Vishal S
Vishal S

Reputation: 73

Array index out of bound exception java

The following code throws array index out of bound exception. I have initialized a size of 1000 yet not fully utilized. What exactly are the values of unused indices?

byte[] buffer=new byte[1000];
     String s="i am a stupid";
     buffer=s.getBytes();

     System.out.println(buffer[30]);

Upvotes: 2

Views: 2424

Answers (3)

Stanislav
Stanislav

Reputation: 28106

When you call the String#getBytesmethod you get a new array, initialized with the length equals to the number of bytes needed to represent the string. Due to Java docs:

Encodes this String into a sequence of bytes using the given charset, storing the result into a new byte array.

In your case it's length equals to length the string (13 bytes) and it's less then 30 anyway. That is the reason you get this exception, while trying to get the 30th element.

If you need to initialize your buffer variable with an array you become from string, you need to use System#arraycopy method:

byte[] byteAr = s.getBytes();
System.arraycopy(byteAr, 0, buffer, 0, byteAr.length);

If you wish to know, what are values used to initialize an array by default, so it's a default velues for datatype your array consist of. In case of bytes, the default value is 0.

Upvotes: 5

Elliott Frisch
Elliott Frisch

Reputation: 201447

The buffer you allocate is no longer reachable when you reassign the reference. I think you wanted to use System.arraycopy(Object src, int srcPos, Object dest, int destPos, int length) like

byte[] buffer=new byte[1000];
String s="i am a stupid";
byte[] bytes=s.getBytes();
System.arraycopy(bytes, 0, buffer, 0, bytes.length);

Note that buffer[30] will default to a value of 0.

Upvotes: 1

John3136
John3136

Reputation: 29265

Because buffer=s.getBytes(); doesn't use the array you just allocated. It makes buffer reference a completely new array which in your example won't have 30 members.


Exercise instructions
Read through the listing below and return only the lines containing "supply".
--- START ---
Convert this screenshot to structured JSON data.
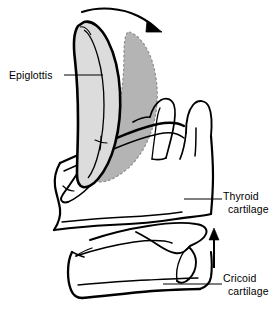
{
  "figure": {
    "background_color": "#ffffff",
    "ink_color": "#000000"
  },
  "labels": {
    "epiglottis": {
      "text": "Epiglottis",
      "leader": "leader-line-horizontal"
    },
    "thyroid": {
      "line1": "Thyroid",
      "line2": "cartilage",
      "leader": "leader-line-horizontal"
    },
    "cricoid": {
      "line1": "Cricoid",
      "line2": "cartilage",
      "leader": "leader-line-horizontal"
    }
  },
  "structures": {
    "epiglottis_upright": {
      "name": "epiglottis-upright-shape",
      "fill": "#dcdcdc",
      "stroke": "#000000",
      "stroke_style": "solid",
      "description": "Light gray epiglottis in erect position with heavy black outline"
    },
    "epiglottis_folded": {
      "name": "epiglottis-displaced-shape",
      "fill": "#b4b4b4",
      "stroke": "#808080",
      "stroke_style": "dashed",
      "description": "Darker gray epiglottis in folded-back position with dashed outline"
    },
    "thyroid_cartilage": {
      "name": "thyroid-cartilage-outline",
      "fill": "none",
      "stroke": "#000000",
      "description": "Thyroid cartilage body with superior and inferior horns"
    },
    "cricoid_cartilage": {
      "name": "cricoid-cartilage-outline",
      "fill": "none",
      "stroke": "#000000",
      "description": "Cricoid cartilage ring below thyroid cartilage"
    }
  },
  "arrows": {
    "curved_motion_arrow": {
      "name": "epiglottis-motion-arrow",
      "direction": "left-to-right-curved-down",
      "color": "#000000"
    },
    "vertical_elevation_arrow": {
      "name": "larynx-elevation-arrow",
      "direction": "up",
      "color": "#000000"
    }
  }
}
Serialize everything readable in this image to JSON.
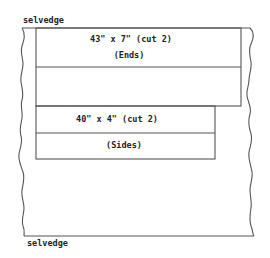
{
  "diagram": {
    "top_edge_label": "selvedge",
    "bottom_edge_label": "selvedge",
    "pieces": [
      {
        "name": "ends",
        "dimension_label": "43\" x 7\" (cut 2)",
        "part_label": "(Ends)"
      },
      {
        "name": "sides",
        "dimension_label": "40\" x 4\" (cut 2)",
        "part_label": "(Sides)"
      }
    ],
    "colors": {
      "line": "#555555",
      "text": "#222222",
      "background": "#ffffff"
    }
  }
}
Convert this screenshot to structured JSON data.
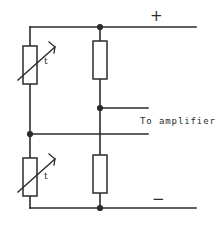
{
  "diagram": {
    "stroke_color": "#2b2b2b",
    "background_color": "#ffffff",
    "labels": {
      "positive_terminal": "+",
      "negative_terminal": "−",
      "amplifier_output": "To amplifier",
      "thermistor_top_marker": "t",
      "thermistor_bottom_marker": "t"
    },
    "components": [
      {
        "name": "thermistor-top-left",
        "type": "thermistor",
        "marker": "t",
        "branch": "left",
        "position": "upper"
      },
      {
        "name": "thermistor-bottom-left",
        "type": "thermistor",
        "marker": "t",
        "branch": "left",
        "position": "lower"
      },
      {
        "name": "resistor-top-right",
        "type": "resistor",
        "marker": "",
        "branch": "right",
        "position": "upper"
      },
      {
        "name": "resistor-bottom-right",
        "type": "resistor",
        "marker": "",
        "branch": "right",
        "position": "lower"
      }
    ],
    "nodes": [
      {
        "name": "supply-positive-junction",
        "x": 100,
        "y": 27,
        "filled": true
      },
      {
        "name": "amplifier-tap-right",
        "x": 100,
        "y": 108,
        "filled": true
      },
      {
        "name": "amplifier-tap-left",
        "x": 30,
        "y": 134,
        "filled": true
      },
      {
        "name": "supply-negative-junction",
        "x": 100,
        "y": 208,
        "filled": true
      }
    ]
  }
}
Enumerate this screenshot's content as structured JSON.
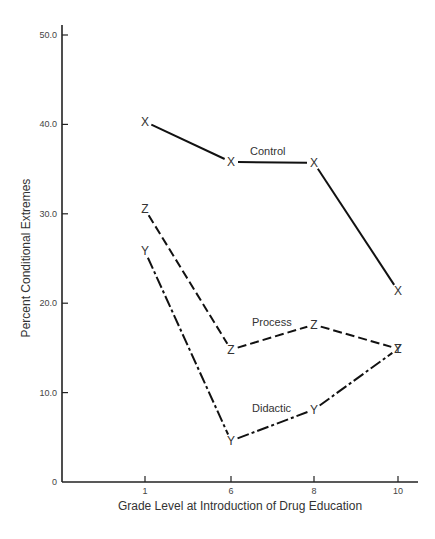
{
  "chart_data": {
    "type": "line",
    "title": "",
    "xlabel": "Grade Level at Introduction of Drug Education",
    "ylabel": "Percent Conditional Extremes",
    "x": [
      1,
      6,
      8,
      10
    ],
    "x_tick_labels": [
      "1",
      "6",
      "8",
      "10"
    ],
    "y_tick_labels": [
      "0",
      "10.0",
      "20.0",
      "30.0",
      "40.0",
      "50.0"
    ],
    "y_ticks": [
      0,
      10,
      20,
      30,
      40,
      50
    ],
    "ylim": [
      0,
      50
    ],
    "grid": false,
    "legend": "inline labels",
    "series": [
      {
        "name": "Control",
        "marker": "X",
        "style": "solid",
        "values": [
          40.3,
          35.8,
          35.7,
          21.4
        ]
      },
      {
        "name": "Process",
        "marker": "Z",
        "style": "dashed",
        "values": [
          30.5,
          14.8,
          17.6,
          14.9
        ]
      },
      {
        "name": "Didactic",
        "marker": "Y",
        "style": "dash-dot",
        "values": [
          25.8,
          4.6,
          8.1,
          14.9
        ]
      }
    ]
  }
}
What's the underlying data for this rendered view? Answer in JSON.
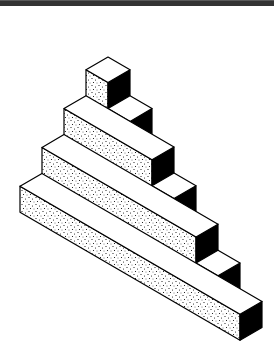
{
  "figure": {
    "colors": {
      "band": "#333333",
      "top_face": "#ffffff",
      "right_face": "#000000",
      "front_face_base": "#ffffff",
      "stipple": "#000000",
      "edge": "#000000"
    },
    "projection": {
      "origin": [
        108,
        57
      ],
      "l_vector": [
        22,
        12.8
      ],
      "d_vector": [
        -22,
        12.8
      ],
      "level_height": 26,
      "ground_level": -4
    },
    "boxes": [
      {
        "name": "top-cube",
        "l": [
          0,
          1
        ],
        "d": [
          0,
          1
        ],
        "z": [
          -4,
          0
        ]
      },
      {
        "name": "row0-step",
        "l": [
          1,
          2
        ],
        "d": [
          0,
          1
        ],
        "z": [
          -4,
          -1
        ]
      },
      {
        "name": "row1-bar",
        "l": [
          0,
          4
        ],
        "d": [
          1,
          2
        ],
        "z": [
          -4,
          -1
        ]
      },
      {
        "name": "row1-step",
        "l": [
          4,
          5
        ],
        "d": [
          1,
          2
        ],
        "z": [
          -4,
          -2
        ]
      },
      {
        "name": "row2-bar",
        "l": [
          0,
          7
        ],
        "d": [
          2,
          3
        ],
        "z": [
          -4,
          -2
        ]
      },
      {
        "name": "row2-step",
        "l": [
          7,
          8
        ],
        "d": [
          2,
          3
        ],
        "z": [
          -4,
          -3
        ]
      },
      {
        "name": "row3-bar",
        "l": [
          0,
          10
        ],
        "d": [
          3,
          4
        ],
        "z": [
          -4,
          -3
        ]
      }
    ],
    "caption": "Stepped isometric blocks"
  }
}
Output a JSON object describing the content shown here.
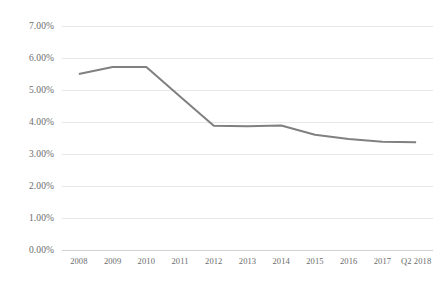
{
  "chart_data": {
    "type": "line",
    "title": "",
    "subtitle": "",
    "xlabel": "",
    "ylabel": "",
    "categories": [
      "2008",
      "2009",
      "2010",
      "2011",
      "2012",
      "2013",
      "2014",
      "2015",
      "2016",
      "2017",
      "Q2 2018"
    ],
    "series": [
      {
        "name": "Rate",
        "color": "#808080",
        "values": [
          5.5,
          5.72,
          5.72,
          4.8,
          3.88,
          3.87,
          3.89,
          3.6,
          3.47,
          3.38,
          3.37
        ]
      }
    ],
    "ylim": [
      0,
      7
    ],
    "ytick_step": 1,
    "ytick_labels": [
      "7.00%",
      "6.00%",
      "5.00%",
      "4.00%",
      "3.00%",
      "2.00%",
      "1.00%",
      "0.00%"
    ],
    "ytick_values": [
      7,
      6,
      5,
      4,
      3,
      2,
      1,
      0
    ],
    "value_format": "percent",
    "grid": true,
    "grid_axis": "y",
    "grid_color": "#e8e8e8",
    "axis_color": "#d2d2d2",
    "legend": false,
    "legend_position": "none",
    "background_color": "#ffffff",
    "tick_label_color": "#6b6b6b",
    "annotations": []
  }
}
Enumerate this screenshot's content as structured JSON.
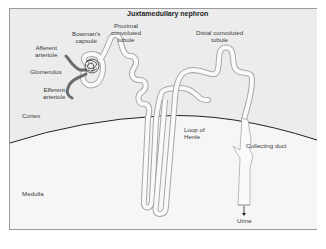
{
  "diagram": {
    "title": "Juxtamedullary nephron",
    "regions": {
      "cortex": "Cortex",
      "medulla": "Medulla"
    },
    "labels": {
      "bowmans_capsule_1": "Bowman's",
      "bowmans_capsule_2": "capsule",
      "proximal_1": "Proximal",
      "proximal_2": "convoluted",
      "proximal_3": "tubule",
      "afferent_1": "Afferent",
      "afferent_2": "arteriole",
      "glomerulus": "Glomerulus",
      "efferent_1": "Efferent",
      "efferent_2": "arteriole",
      "distal_1": "Distal convoluted",
      "distal_2": "tubule",
      "loop_1": "Loop of",
      "loop_2": "Henle",
      "collecting_duct": "Collecting duct",
      "urine": "Urine"
    },
    "colors": {
      "cortex_bg": "#ececec",
      "medulla_bg": "#f6f6f6",
      "tubule_outline": "#a8a8a8",
      "tubule_fill": "#fafafa",
      "arteriole": "#6b6b6b",
      "boundary": "#222222"
    }
  }
}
--- END ---
Answer box
        "name": "supply-positive-junction",
        "name": "supply-negative-junction",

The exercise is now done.